After getting all that timeslot data from 1994-2000, I realized there’s not a ton of meaningful analysis to do on it beyond simply putting it together in a coherent format and eyeballing. It’s a big sample, but also one with a decent amount of variance that would need additional attributes added to each datapoint to do more with it. This is one of those cases where the raw data at a glance is more interesting than an analysis using more complex statistical tools. I don’t regret doing it* – I certainly learned a lot, and found some justification for one of my older articles.
At any rate, from 1994-1996, one anime series aired after midnight (Those Who Hunt Elves) among 113 total shows. From 1997-2000, 75 series aired after midnight among 250 total shows. That’s an average of about 75/250~30% of the content produced for TV those years. The two biggest contributors to that 75-show total were TV Tokyo (4 dedicated slots, 33 total shows) and TBS/MBS (24 total shows). Also of note is WOWOW’s temporary emergence as a viable anime broadcaster; they aired 36 shows over the latter period, many of which were notable.

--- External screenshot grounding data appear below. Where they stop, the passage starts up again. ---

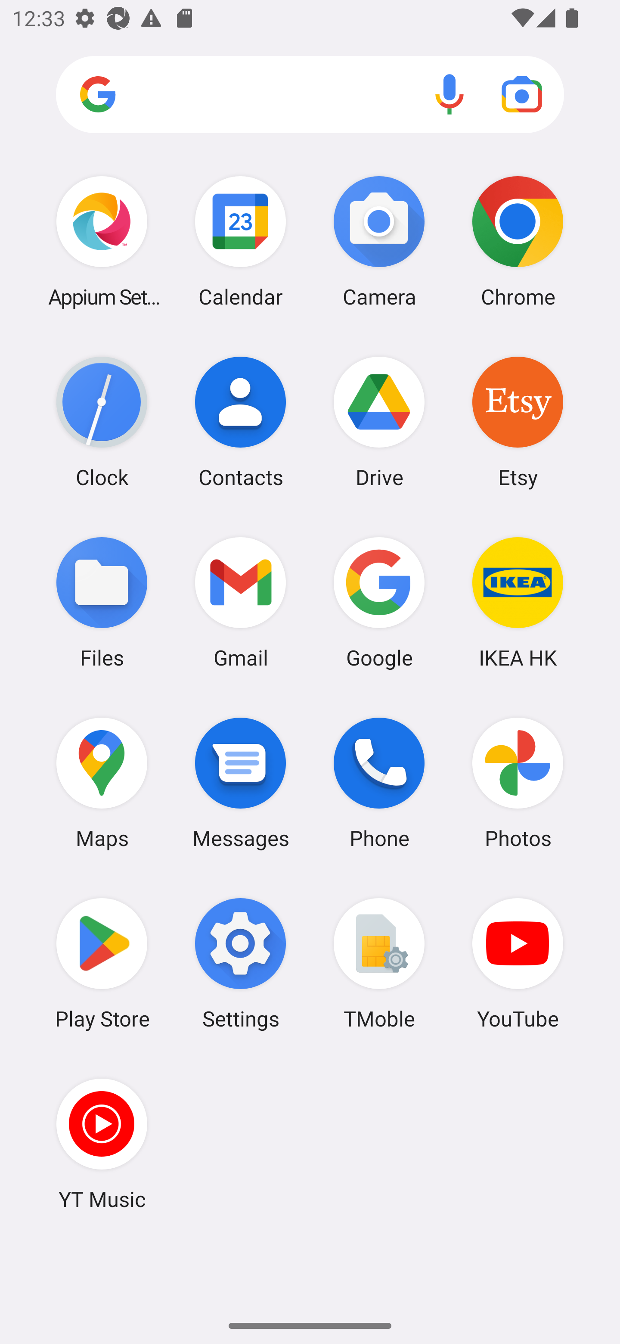  Describe the element at coordinates (241, 422) in the screenshot. I see `Contacts` at that location.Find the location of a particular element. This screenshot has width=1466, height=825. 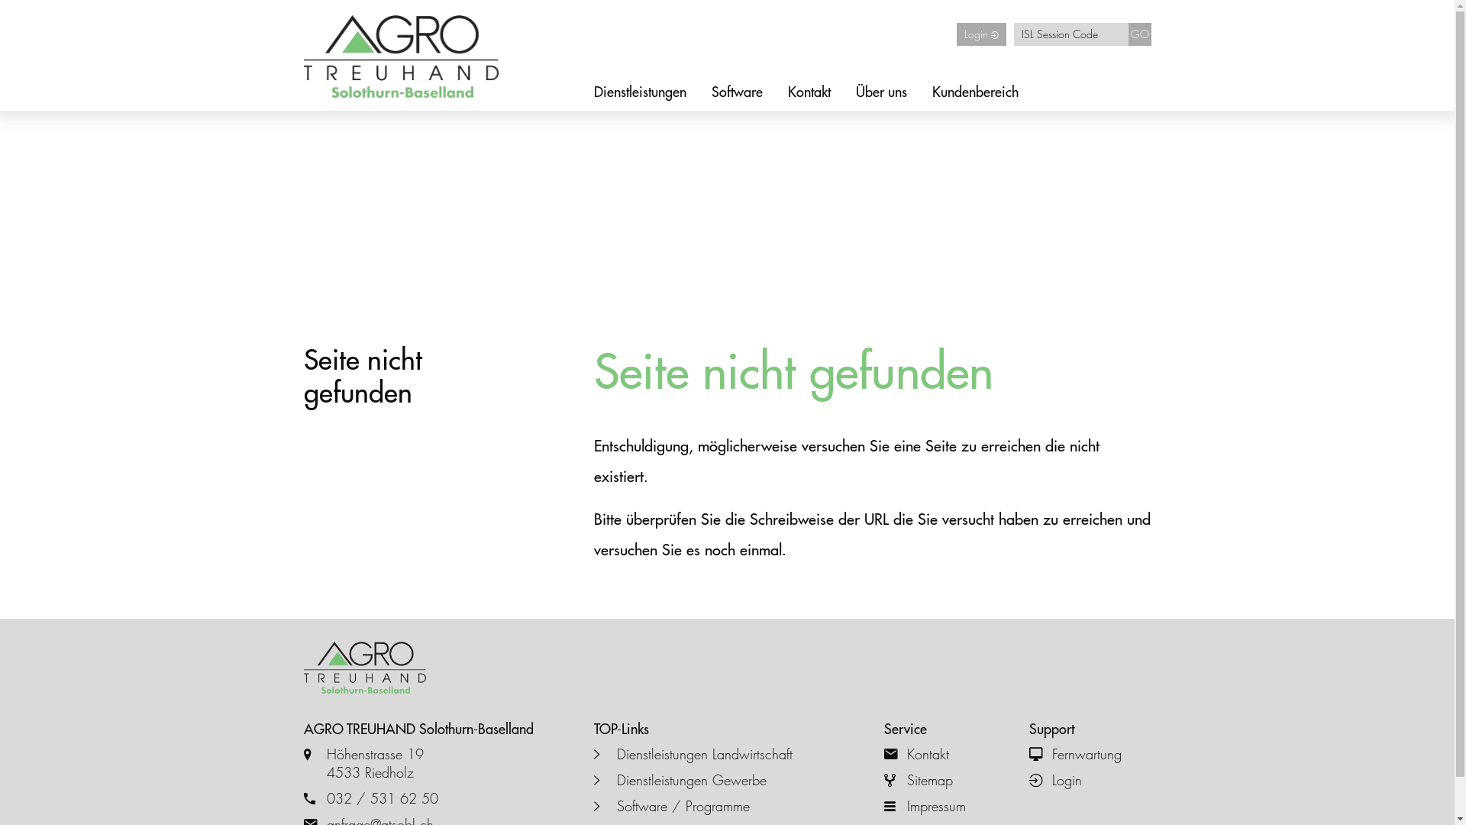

Between them, late night slots and WOWOW accounted for half of the ten 10k+ hits from that same 1997-2000 time period; Brain Powerd, Cowboy Bebop, Hand Maid May, Initial D, and To Heart. It’s not like none of these series or the other notable after-midnight shows wouldn’t have been made if not for the availability of late-night slots, but you could definitely pull out a counterfactual or five about how the industry would have been different if not for Eva and the late-90s late night boom it sparked. I think it suffices to say that they played a decently large role in opening up the field for a wider variety of shows – Cowboy Bebop is a clear example of a show that couldn’t be aired the way the creators wanted in a daytime network slot, and odds are at least some others would have faced similar difficulties. Too, a lot of the ideas that ended up becoming late-night shows were going to be in production phases may have become 2-3 episode OVAs instead, which would have been a waste of the late-cel era of animation. It’s fun to consider, at least.
*It’s basically the same thing I get out of magazine scans. Nothing so far has revolutionized my view of anime as a whole, but there’s a lot of omnipresent context that I can only begin to understand by absorbing gobs of information from a category I don’t normally specialize in. Same basic reason I’ve been reading the novel translations for Vamp and HaGaNai lately.